Food Addiction
Mar. 28th, 2010 09:37 pm![[personal profile]](https://www.dreamwidth.org/img/silk/identity/user.png)
I was intrigued by this article suggesting that fatty foods can create brain changes in rats, similar to those caused by drug addiction. I wonder if extremely sweet or excessively modified foods could do that too. Also, I think it would be interesting to study whether some individuals are resistant to food addiction, as is the case with most addictions -- and look for factors that clue one way or the other. However, this really just fits a general trend, that too much of any one thing in any part of life tends to have bad effects.
(no subject)
Date: 2010-03-30 02:01 am (UTC)Neal Barnard is the President of the Physician's Committee for Responsible Medicine. Dr. Barnard has two articles in the PCRM's Good Health e-magazine on food addiction: Food Addiction: Hi, I'm John, and I'm a Cholesterolic and Breaking the Food Seduction. A description of Dr. Barnard's book by the same name can be found here.
David Kessler was the Commissioner of the FDA under Bush v 1.0 and Clinton, as well as past Dean of the medical schools at Yale and UCSF. In his book, The End of Overeating (as described here in a related blog), Dr. Kessler examines the fat/sugar/salt relationship to our desire to eat.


**Instructions to follow:** The records that follow need to be output exactly as they are.
─── Extracted entries ───
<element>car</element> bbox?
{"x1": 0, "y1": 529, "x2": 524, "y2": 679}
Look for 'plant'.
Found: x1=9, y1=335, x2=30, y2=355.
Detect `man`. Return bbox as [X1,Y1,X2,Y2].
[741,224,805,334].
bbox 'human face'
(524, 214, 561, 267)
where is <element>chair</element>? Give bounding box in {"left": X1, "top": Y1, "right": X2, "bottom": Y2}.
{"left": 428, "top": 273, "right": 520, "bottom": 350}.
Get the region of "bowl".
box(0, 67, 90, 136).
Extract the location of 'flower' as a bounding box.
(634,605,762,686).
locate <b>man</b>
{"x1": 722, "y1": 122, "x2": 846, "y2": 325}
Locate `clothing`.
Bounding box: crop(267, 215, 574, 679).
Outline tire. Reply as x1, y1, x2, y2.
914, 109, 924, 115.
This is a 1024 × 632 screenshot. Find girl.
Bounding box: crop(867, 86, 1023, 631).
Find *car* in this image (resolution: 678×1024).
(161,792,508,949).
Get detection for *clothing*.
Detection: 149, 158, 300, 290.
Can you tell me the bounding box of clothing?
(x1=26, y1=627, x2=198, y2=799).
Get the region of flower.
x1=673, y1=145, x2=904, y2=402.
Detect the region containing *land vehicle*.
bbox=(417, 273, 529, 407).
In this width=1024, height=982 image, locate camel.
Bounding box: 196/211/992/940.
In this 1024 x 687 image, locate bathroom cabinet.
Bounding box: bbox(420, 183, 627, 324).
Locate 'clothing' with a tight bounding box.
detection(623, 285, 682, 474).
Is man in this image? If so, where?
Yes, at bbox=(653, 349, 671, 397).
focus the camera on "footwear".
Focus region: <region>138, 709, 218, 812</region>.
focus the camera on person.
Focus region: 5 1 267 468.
───
**Answer to the problem:**
<element>car</element> bbox?
{"x1": 0, "y1": 529, "x2": 524, "y2": 679}
Look for 'plant'.
Found: x1=9, y1=335, x2=30, y2=355.
Detect `man`. Return bbox as [X1,Y1,X2,Y2].
[741,224,805,334].
bbox 'human face'
(524, 214, 561, 267)
where is <element>chair</element>? Give bounding box in {"left": X1, "top": Y1, "right": X2, "bottom": Y2}.
{"left": 428, "top": 273, "right": 520, "bottom": 350}.
Get the region of "bowl".
box(0, 67, 90, 136).
Extract the location of 'flower' as a bounding box.
(634,605,762,686).
locate <b>man</b>
{"x1": 722, "y1": 122, "x2": 846, "y2": 325}
Locate `clothing`.
Bounding box: crop(267, 215, 574, 679).
Outline tire. Reply as x1, y1, x2, y2.
914, 109, 924, 115.
This is a 1024 × 632 screenshot. Find girl.
Bounding box: crop(867, 86, 1023, 631).
Find *car* in this image (resolution: 678×1024).
(161,792,508,949).
Get detection for *clothing*.
Detection: 149, 158, 300, 290.
Can you tell me the bounding box of clothing?
(x1=26, y1=627, x2=198, y2=799).
Get the region of flower.
x1=673, y1=145, x2=904, y2=402.
Detect the region containing *land vehicle*.
bbox=(417, 273, 529, 407).
In this width=1024, height=982 image, locate camel.
Bounding box: 196/211/992/940.
In this 1024 x 687 image, locate bathroom cabinet.
Bounding box: bbox(420, 183, 627, 324).
Locate 'clothing' with a tight bounding box.
detection(623, 285, 682, 474).
Is man in this image? If so, where?
Yes, at bbox=(653, 349, 671, 397).
focus the camera on "footwear".
Focus region: <region>138, 709, 218, 812</region>.
focus the camera on person.
Focus region: 5 1 267 468.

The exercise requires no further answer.